Rilke’s poem goes on,
“So show him
something simple which, formed over generations,
lives as our own, near our hand and within our gaze.”
So here is what I want to offer you, dear reader, it is not a printable or secret chapter or some perk just for you. It’s a promise that in this season and this space, I will let you see me, “near your hand and within your gaze,” in a way that I hope helps you see you and Jesus more clearly. I will bring you along with me on my journeys more explicitly, in ways I’ve not done on Sayable in recent years for various reasons. I only want you to come if you really want to come, if you’re really here to ask the hard questions too and inspect your life too and if you find yourself fighting or flighting or freezing and want to be freer too.

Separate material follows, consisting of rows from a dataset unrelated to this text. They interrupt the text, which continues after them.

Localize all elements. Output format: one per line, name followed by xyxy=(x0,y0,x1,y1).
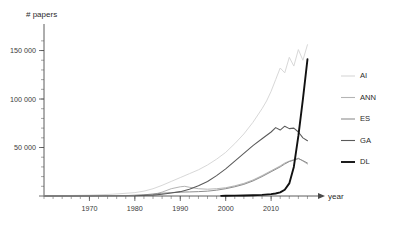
series-paths xyxy=(44,45,307,196)
legend-label-dl: DL xyxy=(360,157,370,166)
legend-label-es: ES xyxy=(360,114,370,123)
legend-label-ann: ANN xyxy=(360,93,376,102)
x-tick-label: 2010 xyxy=(263,204,279,213)
chart-container: # papers 50 000100 000150 000 1970198019… xyxy=(0,0,407,228)
series-line-ann xyxy=(44,158,307,196)
y-axis-title: # papers xyxy=(26,10,57,19)
legend-label-ga: GA xyxy=(360,136,372,145)
papers-per-year-line-chart: # papers 50 000100 000150 000 1970198019… xyxy=(0,0,407,228)
series-line-es xyxy=(44,159,307,196)
y-tick-label: 50 000 xyxy=(14,143,36,152)
x-tick-label: 2000 xyxy=(218,204,234,213)
x-tick-label: 1990 xyxy=(172,204,188,213)
series-line-ga xyxy=(44,126,307,196)
y-axis-major-ticks xyxy=(39,51,44,196)
x-axis-tick-labels: 19701980199020002010 xyxy=(81,204,279,213)
chart-legend: AIANNESGADL xyxy=(341,71,376,166)
legend-label-ai: AI xyxy=(360,71,367,80)
x-tick-label: 1980 xyxy=(127,204,143,213)
x-axis-arrow xyxy=(318,193,325,199)
y-tick-label: 150 000 xyxy=(10,46,36,55)
y-axis-tick-labels: 50 000100 000150 000 xyxy=(10,46,36,152)
y-tick-label: 100 000 xyxy=(10,95,36,104)
x-tick-label: 1970 xyxy=(81,204,97,213)
x-axis-title: year xyxy=(328,192,344,201)
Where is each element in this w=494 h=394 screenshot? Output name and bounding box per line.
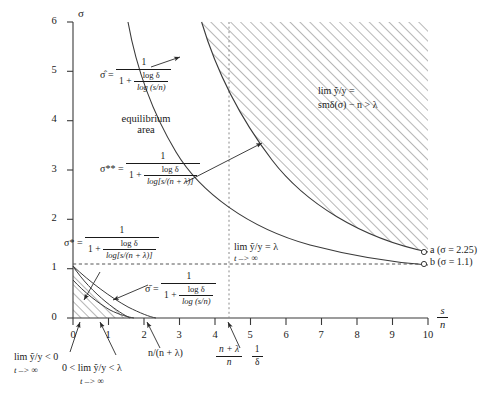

The gospel of Jesus Christ is central to my life, my love for him and his love for me a certainty I can’t shake, and a fidelity to the Word of God is important to me. I am not promising you a diversion from Christ. He will still be woven through all my work in this space. But I want to write and think out loud about issues pertinent to the Church today that I don’t feel completely free to do on Sayable as she is, to uninvested readers. I will continue to write there for free for everyone, but for the sake of my soul, I need a fresh space like this one and I want to invite you into it with me.
This won’t be a cocoon, nor a hibernating nest, this is a river on which I’m learning to skate, an aisle I’m learning to walk down, a wreckage I want to explore. I will share words I’m processing about politics, gender, poetry, the Church, faith, doubt, the book I’m working on, the books I’m reading, my marriage, my discontent with social media, and more. I’d love for you to come with me. You can subscribe below for, as I said, about the cost of a coffee or street taco or my favorite chapstick.
Peace to you, whether you come or go, peace to you,
Lore
So glad you have created space to allow us (me) to join you. You are of great value and your voice is one we need to hear unfiltered because your heart is humble and teachable. So happy to support this endeavor.
I'm so glad I finally have a chance to support you and your writing more directly!